[Measurement transcription data]
┄┄┄┄┄┄┄┄┄┄┄┄┄┄┄┄┄┄┄┄
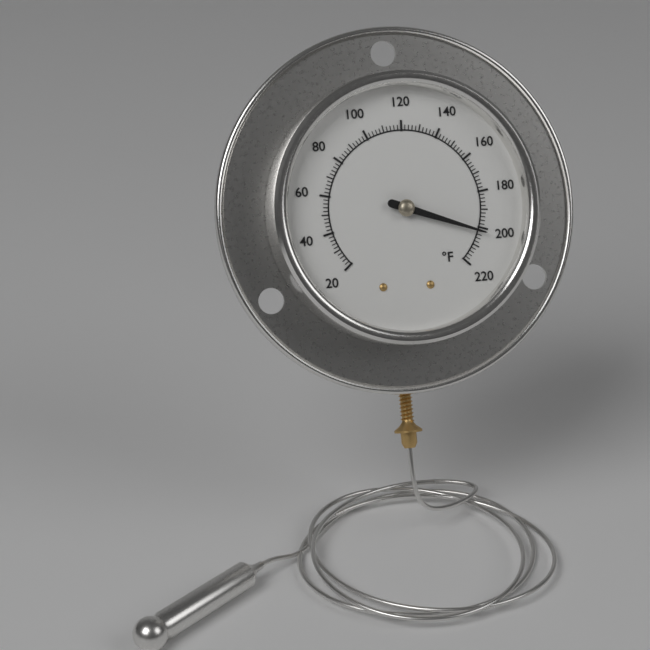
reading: 202 °F
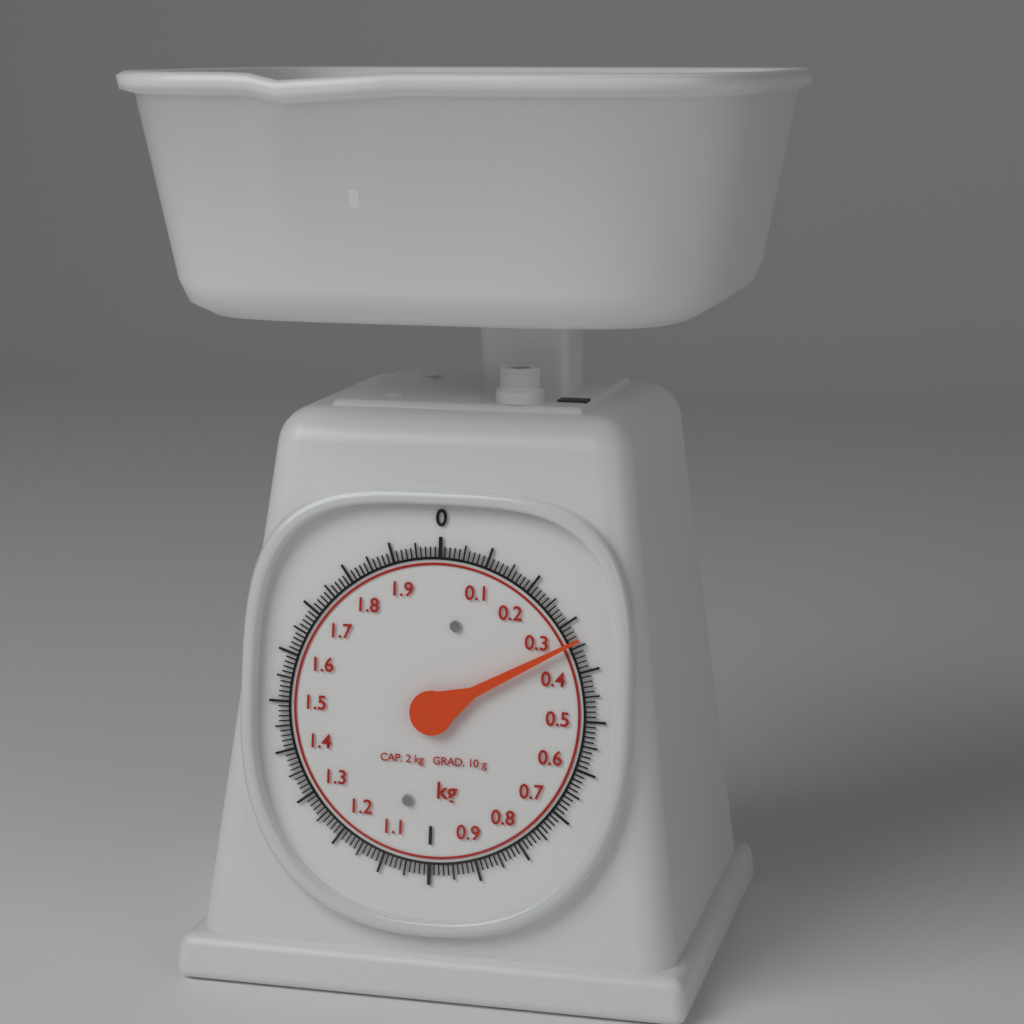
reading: 0.34 kg
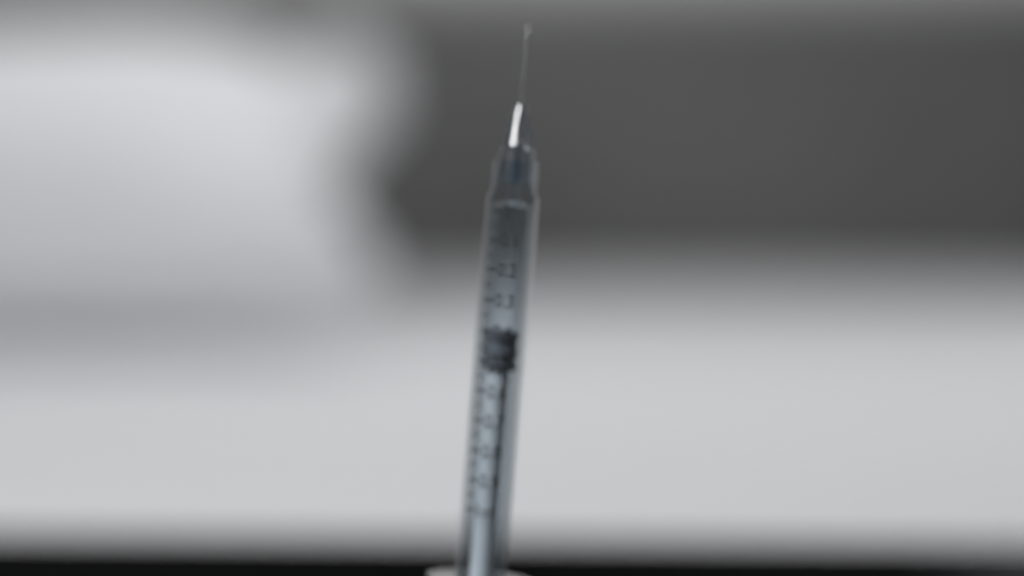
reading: 0.40 ml
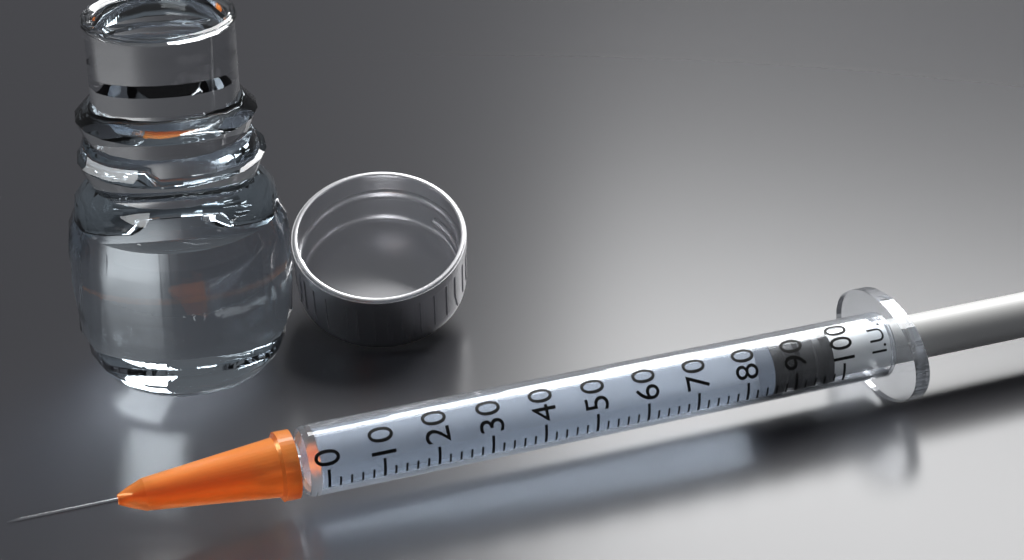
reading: 86 I.U.
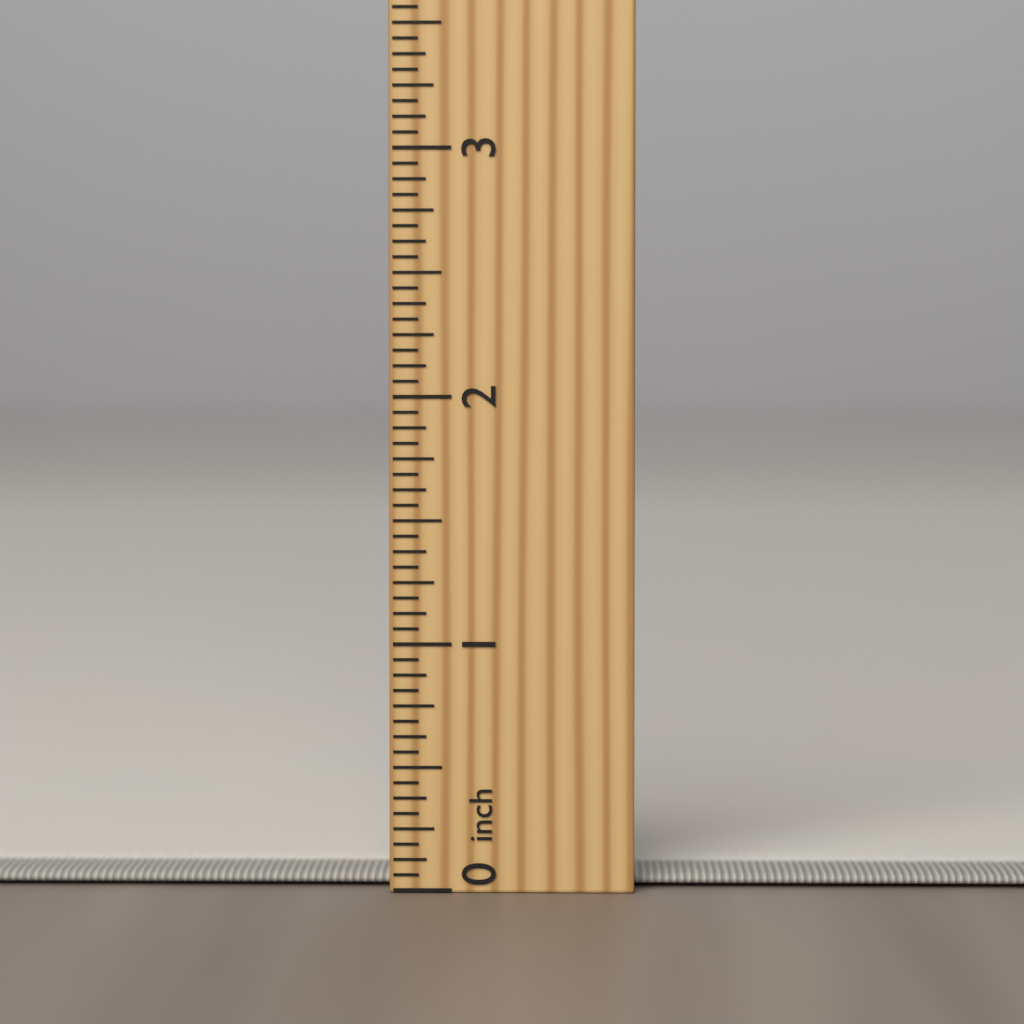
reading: 0.0625 inch
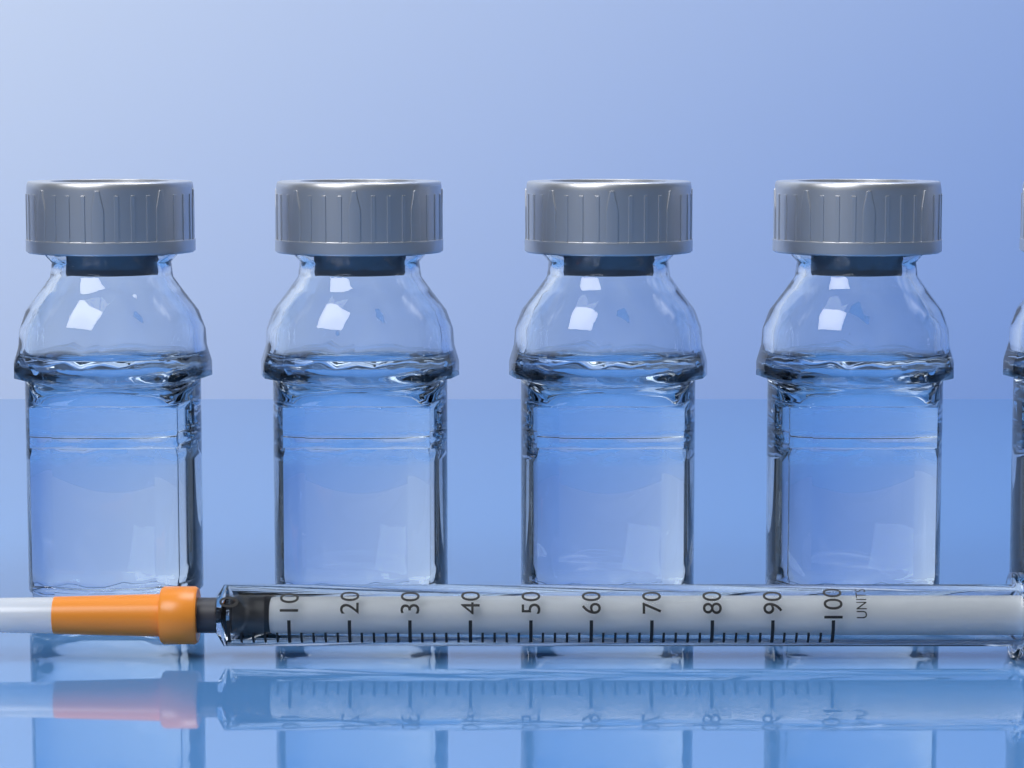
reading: 0 units
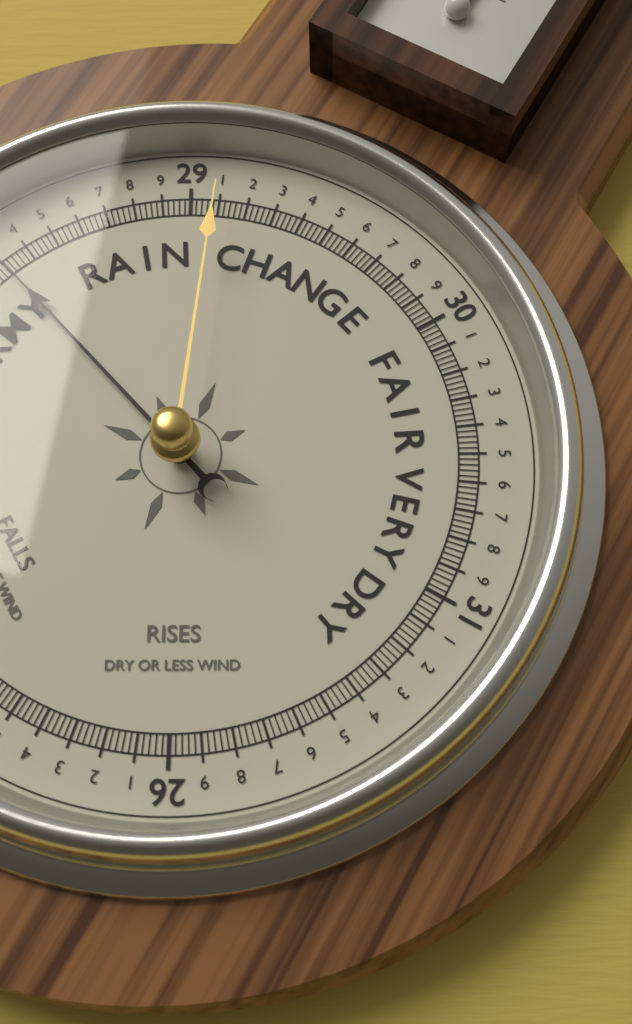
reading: 28.30 (no unit)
┄┄┄┄┄┄┄┄┄┄┄┄┄┄┄┄┄┄┄┄
### WHAT THE TASK ASKS
The full set of entries should be transcribed exactly, pictures left aside.

### TASK ANSWER
reading: 202 °F
reading: 0.34 kg
reading: 0.40 ml
reading: 86 I.U.
reading: 0.0625 inch
reading: 0 units
reading: 28.30 (no unit)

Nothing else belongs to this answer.